Meaningful development means making investment in initiatives that will improve the productivity of the economy in a significant way. This is what capital markets and institutions like the World Bank should have accomplished, but they have disbursed mightily and achieve relatively little. The dysfunction of the modern global economic system is deep, but ignored by most everyone. 

I was a very effective management accountant (and eventually CFO) many years ago because I was good at the analysis of operations and understood what delivered results. We can do this for society as well as we can do this for the corporate organization, but it needs radical reform of the metrics being used. This is what I am doing with TrueValueMetrics and Multi Dimension Impact Accounting (MDIA). When we change the way we score the game, we will change the way we play the game. 

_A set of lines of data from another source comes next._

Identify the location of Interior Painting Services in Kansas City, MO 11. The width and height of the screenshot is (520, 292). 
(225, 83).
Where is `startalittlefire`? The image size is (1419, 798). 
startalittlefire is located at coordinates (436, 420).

Peter Burgess - TrueValueMetrics
Multi Dimension Impact Accounting


____________
Peter Burgess
TrueValueMetrics ... Meaningful Metrics for a Smart Society
Multi Dimension Impact Accounting
twitter: @truevaluemetric @peterbnyc 
mobile: 212 744 6469 landline 570 431 4385
email: peterbnyc@gmail.com
skype: peterburgessnyc


On Tue, Nov 19, 2013 at 4:08 PM, milford bateman <milfordbateman@yahoo.com> wrote:
 

 
Some of you might be interested in my invited piece for The Guardian looking at the disaster in South Africa that is microcredit and the cautionary tale of blindly pursuing 'financial inclusion'.  The bulk of the current damage is NOT being inflicted by payday lenders, as some analysts mistakenly continue to suggest (though Wonga and others are operating in SA and making things worse), but by the mainstream banks that jumped into unsecured lending with the fullest possible support of the international donor community because their move was promoting the all-important mantra of 'financial inclusion'.